"It takes only 400 words of Basic English to run a battleship. With 850 words you can run the planet," mused Professor I. A. Richards, literary critie, lecturer in Humanities 1a, and one of Harvard's hardest-hitting opponents of scholarship in-a-vacuum. "Do you know that of the 22 hundred million people in the world, 15 hundred million don't read at all, or read a script which doesn't use an alphabet?" he went on, in a tone of bitterness and shock which made it plain that his fight against illiteracy and incomplete communication is a root fact of his life.
Out of this fight has come Basic English, Gloalingo, or arrant linguistic imperialism, depending on whether Richards. Time magazine, or an irreconcilable Anglophobe is speaking. At any rate, Basic English is undeniably (and amazingly) the reduction of English to 850 basic words through which any thought can be expressed. It is in addition the end-product of a voyage of discovery which has taken Professor Richards around the world, and from a painstaking consideration of the meaning of meaning itself to cartoon work with Disney.
This has been a strange dislocation and transformation for a man who was once nicely settled in Cambridge University as a teacher of philosophy with a passion for mountain climbing. Two things, however, failed to fit into this picture: his acute intelligence, which made him suspect that often the greatest philosophers don't make sense; and his conscience, which wouldn't rest till he found out why they failed to make sense. C. K. Ogden was then at Cambridge, and interested in the treacheries of the language, and together he and Professor Richards probed the question. Their findings were set forth in 1923 in "The Meaning of Meaning"; the now famous book on semantics. Ogden and Richards had found that many of even the most formidable intellects were forgetting an important thing-that the label or name of an object is not the object itself. Professor Richards shudders at so blunt and naive a formulation, and would rather put it that "the forms of language over-influence the forms of thought." Which meant that many philosophers were mistaking the word for the thing, communicating their meaning imperfectly, and in short often didn't know what the hell they were talking about. Ogden and Richards were then able to carry through that admirable work of distillation called Basic, and to explore its possibilities as a weapon against illiteracy, and as a new lingua franca. "Every time the Powers meet, the need for a universal language is emphasized," Professor Richards points out.
Those who have seen the defeat of the spirit caused by illiteracy among immigrants or our pitifully defiant Armed Forces illiterates have hailed Richards' work on human grounds alone. But any suspicion of his activities as fuzzy intellectualism was banished during the war when jutting-jawed, pragmatic military men beat a path to his Peabody House office, asking for aid. In one ease Richards and a small staff, in a whirl of activity, taught 1000 Chinese naval officers enough Basic English to operate a ship-in six weeks. Here he also made films with Disney for use in Armed Forces classes for illiterates.
Though his life has to a large degree been concerned with Basic, Professor Richards is the author of "Foundations of Esthetes." "Practical Criticism," and "Meneins on the Mind." He is no mean mountain climber, and in 1937, 10 years after their marriage, he and his wife were the first to seale Dent Blanche, in the Alps--a feat that was duplicated only years later, and then by a professional-led group.
Such an all-around background has given him a balanced view even of Basic English. He laughs off the nation that he wants to force anyone, including himself, to speak only Basic. "It's too dull!" he exclaims. "You can't swear in it."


[TASK DETAILS] Everything from the line with "Find human head." to the final line of the entries is to be set down exactly, except the pictures.

[INPUT FOR THIS TASK]
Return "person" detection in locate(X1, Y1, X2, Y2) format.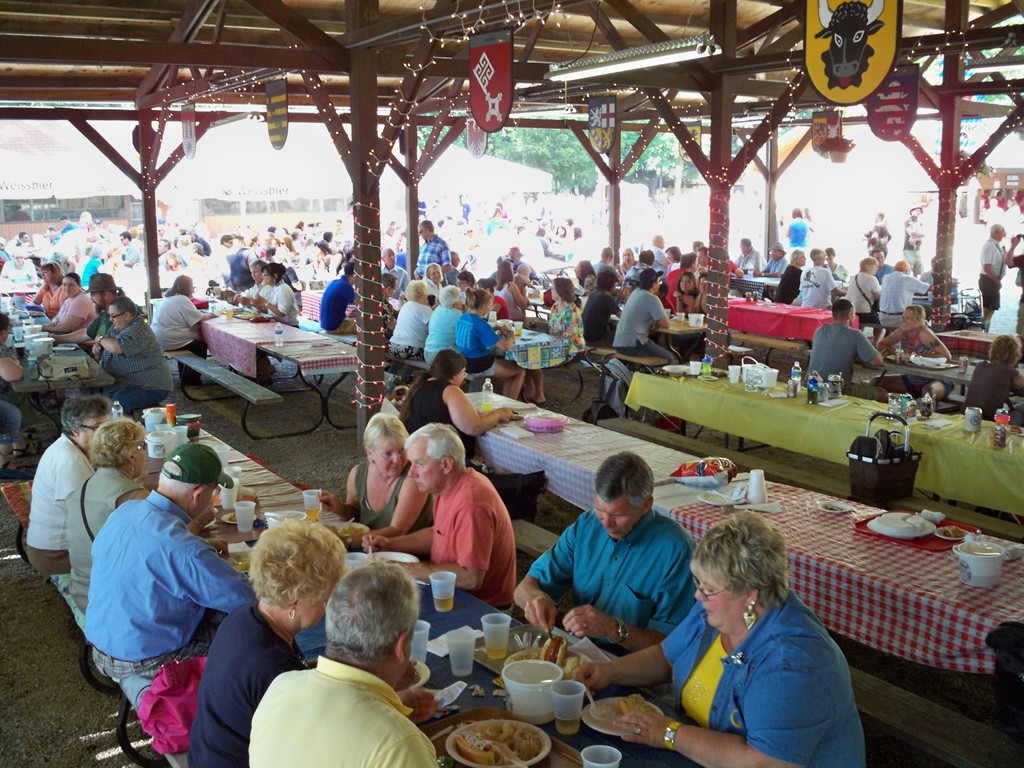
locate(443, 251, 467, 285).
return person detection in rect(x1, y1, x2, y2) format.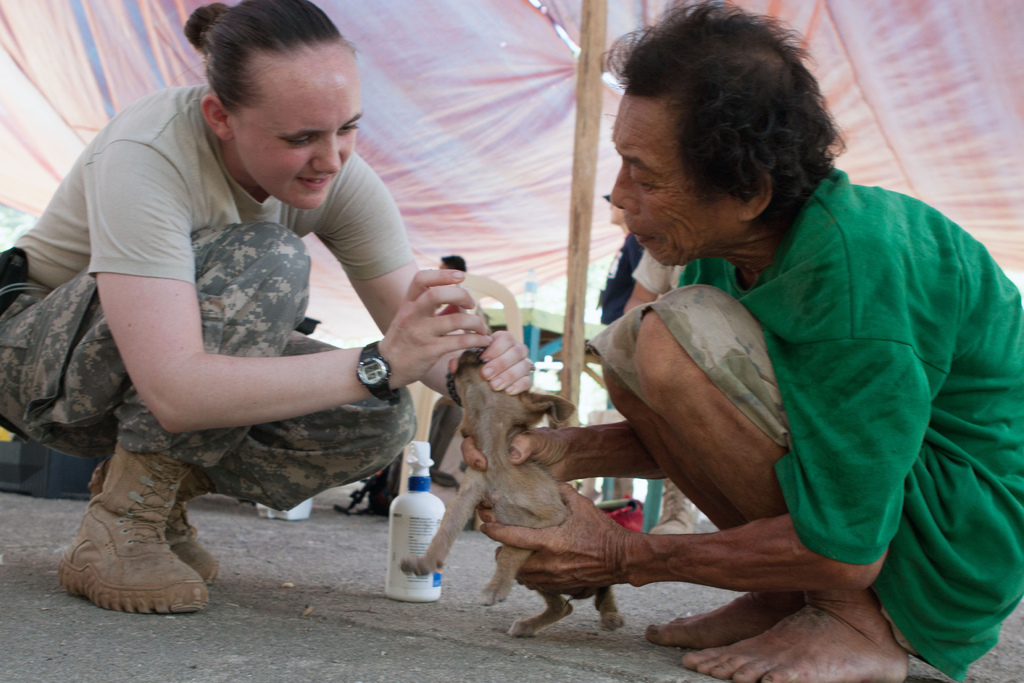
rect(0, 0, 532, 615).
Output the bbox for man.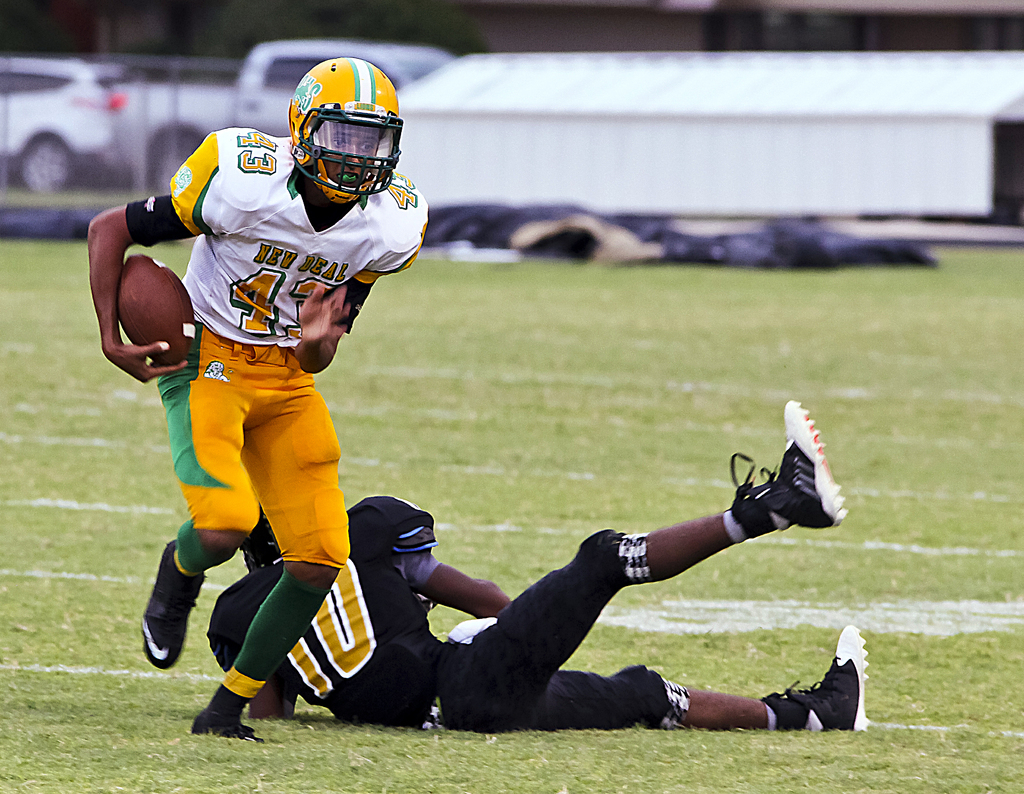
[left=284, top=431, right=864, bottom=759].
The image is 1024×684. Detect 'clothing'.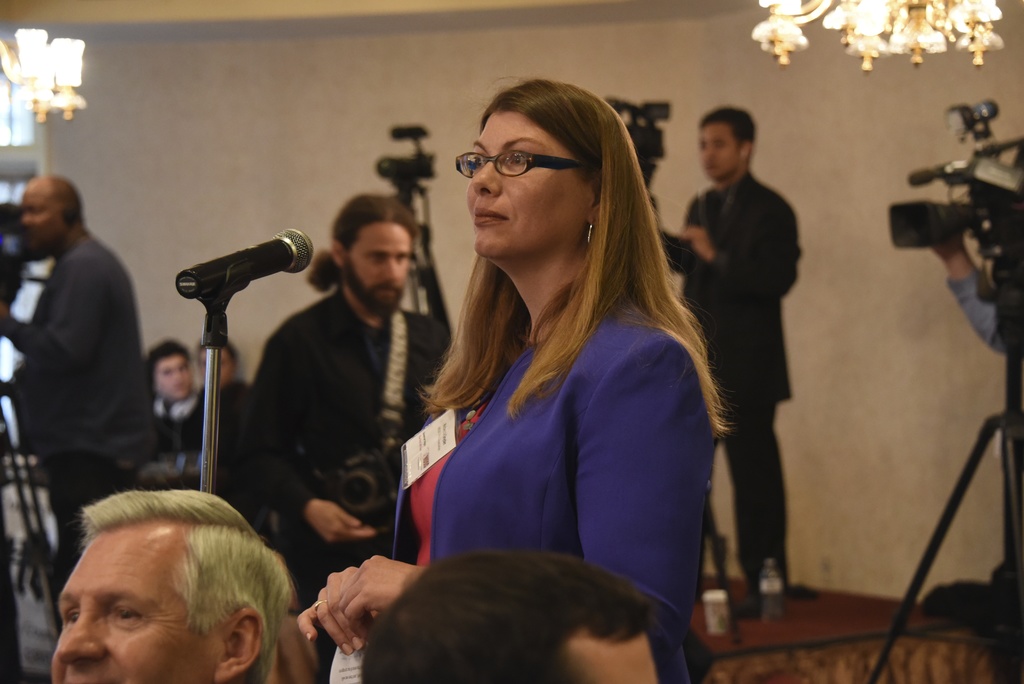
Detection: <region>232, 289, 460, 683</region>.
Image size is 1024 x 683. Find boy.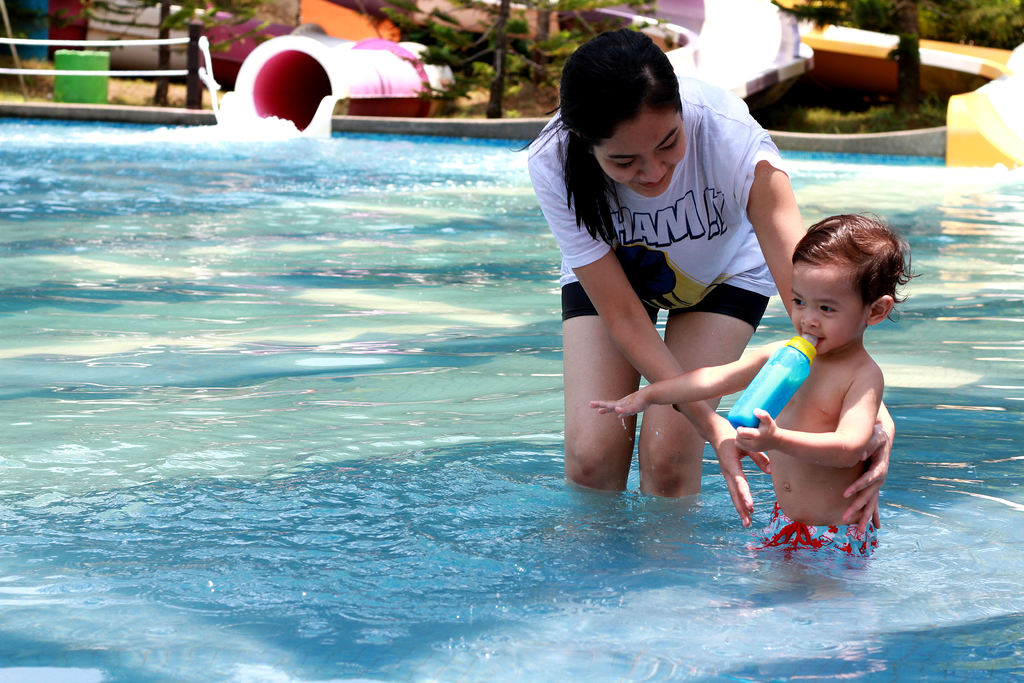
rect(585, 213, 927, 570).
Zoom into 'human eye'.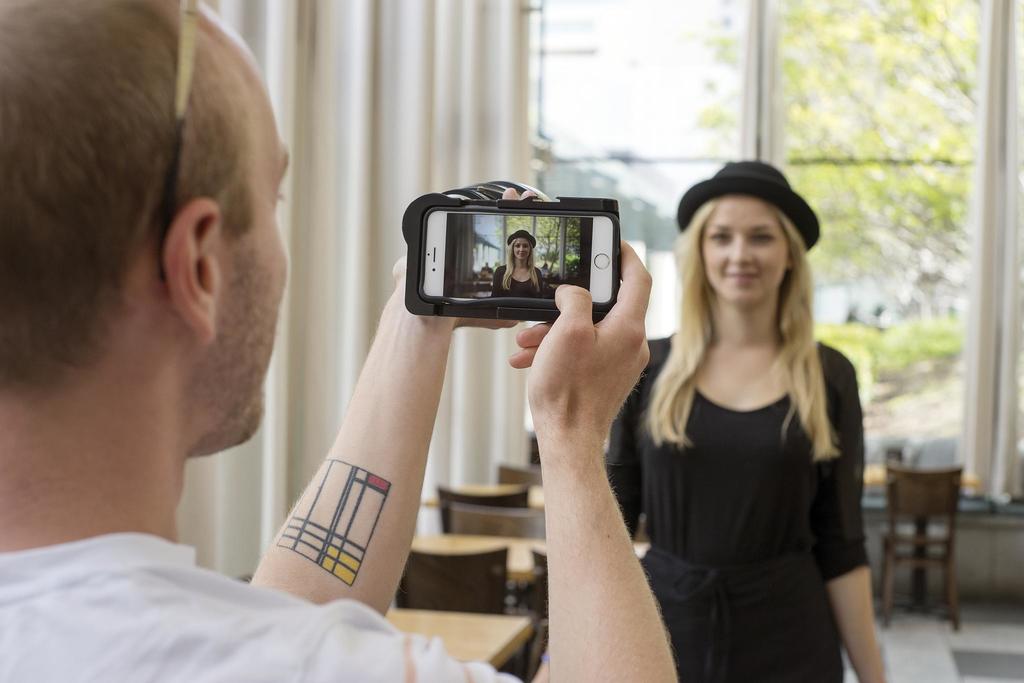
Zoom target: 744, 231, 774, 242.
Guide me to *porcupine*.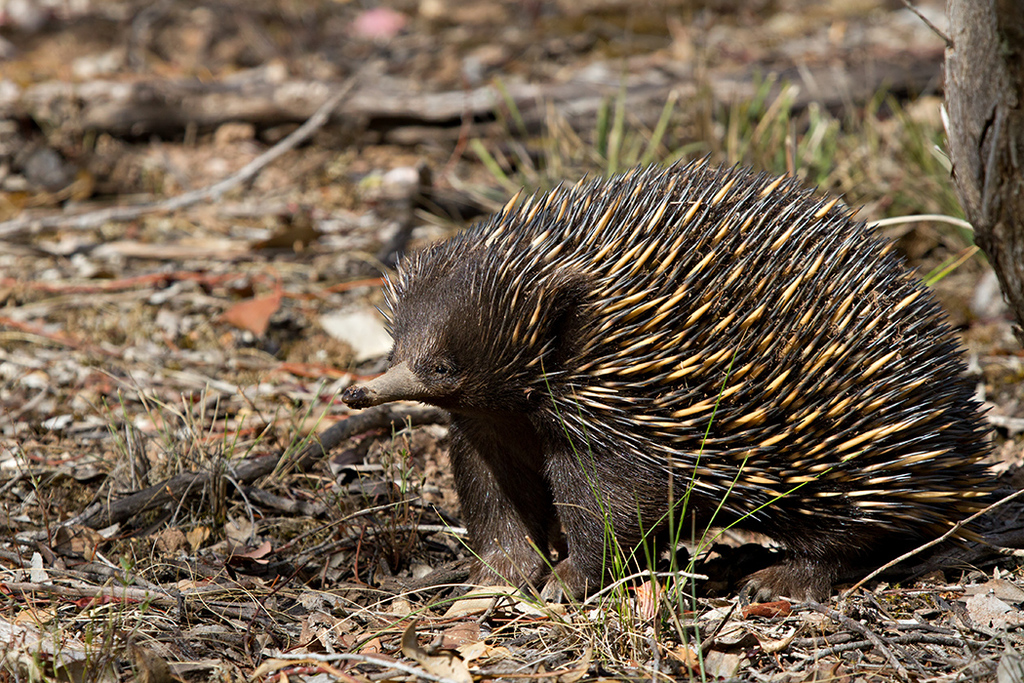
Guidance: <bbox>346, 158, 1008, 607</bbox>.
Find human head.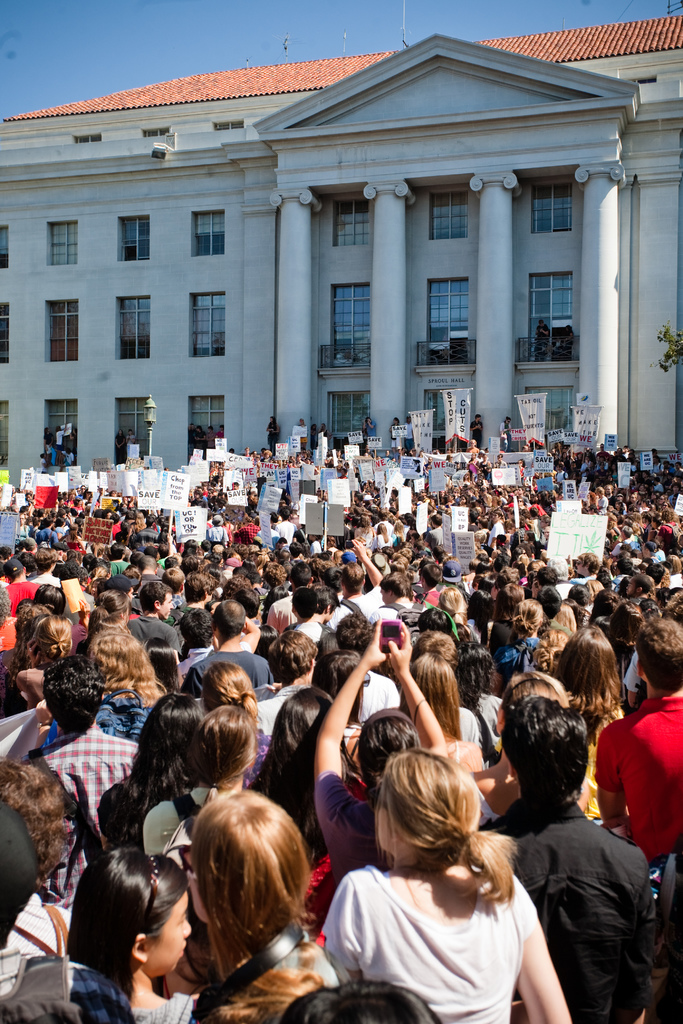
504, 415, 512, 424.
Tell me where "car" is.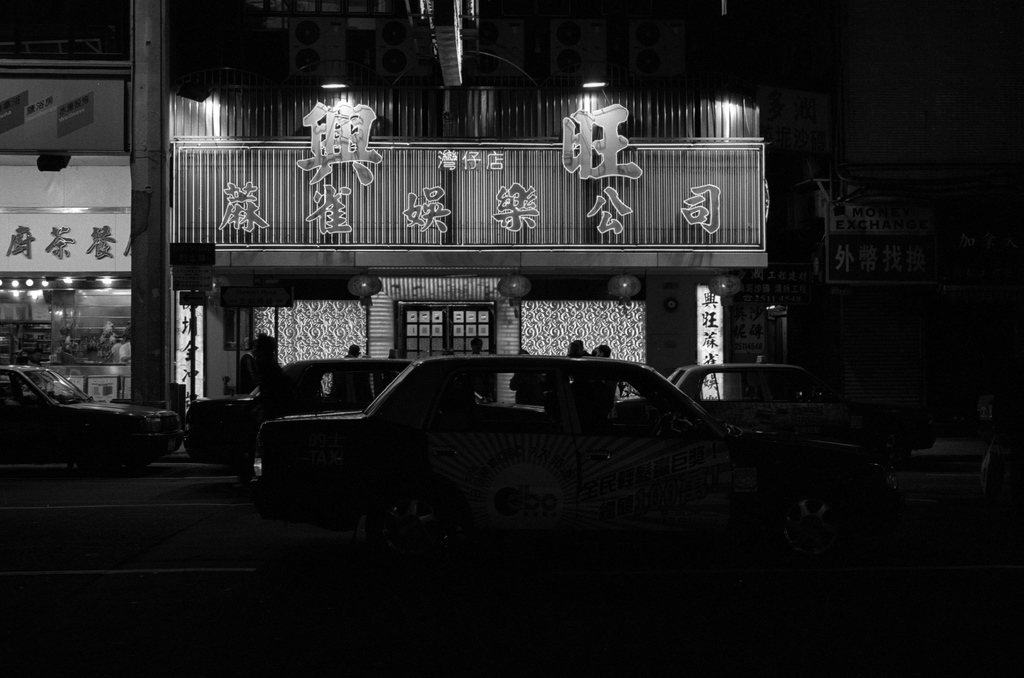
"car" is at Rect(186, 353, 543, 479).
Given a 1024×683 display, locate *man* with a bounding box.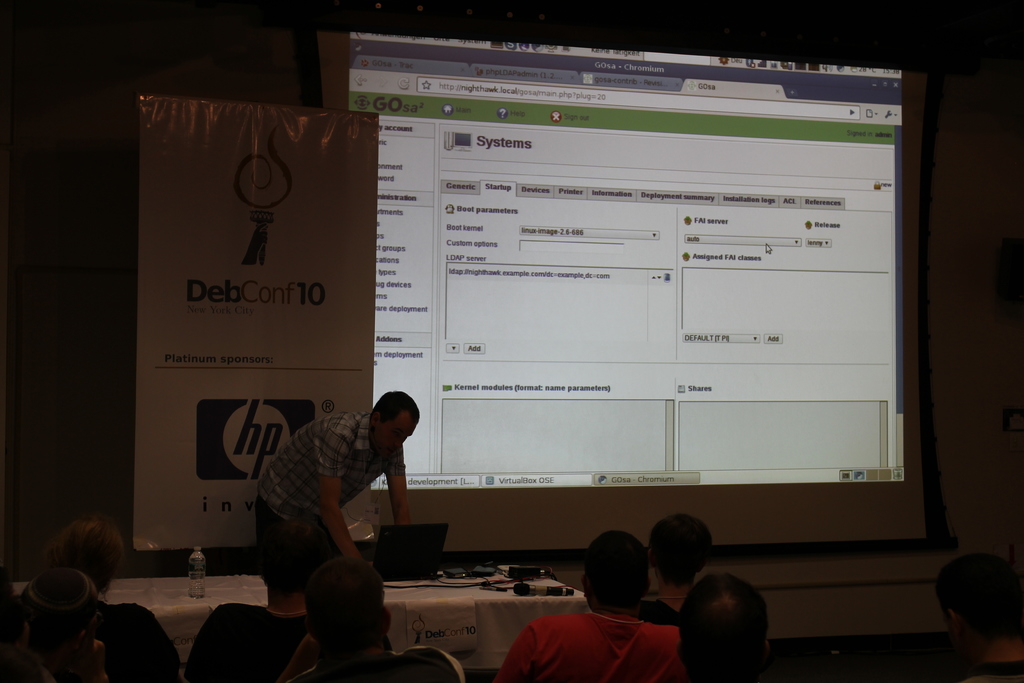
Located: 673 569 776 682.
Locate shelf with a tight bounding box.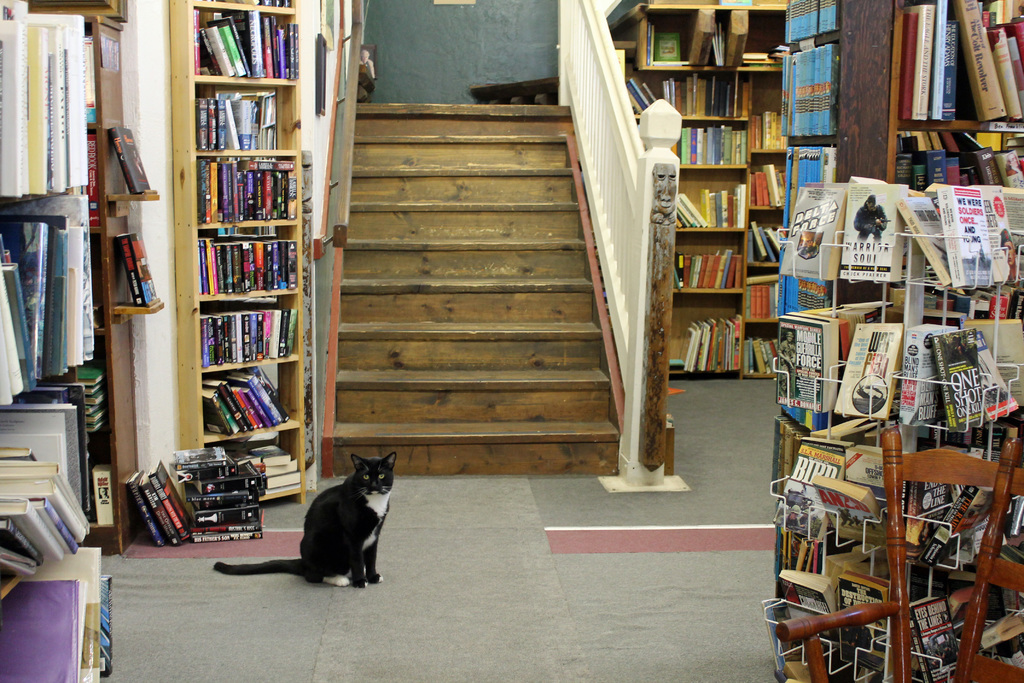
611:0:770:380.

[SOLUTION]
Find human head.
504, 415, 512, 424.
Tell me where "car" is.
"car" is at Rect(186, 353, 543, 479).
Given a 1024×683 display, locate *man* with a bounding box.
Located: 673 569 776 682.
Locate shelf with a tight bounding box.
611:0:770:380.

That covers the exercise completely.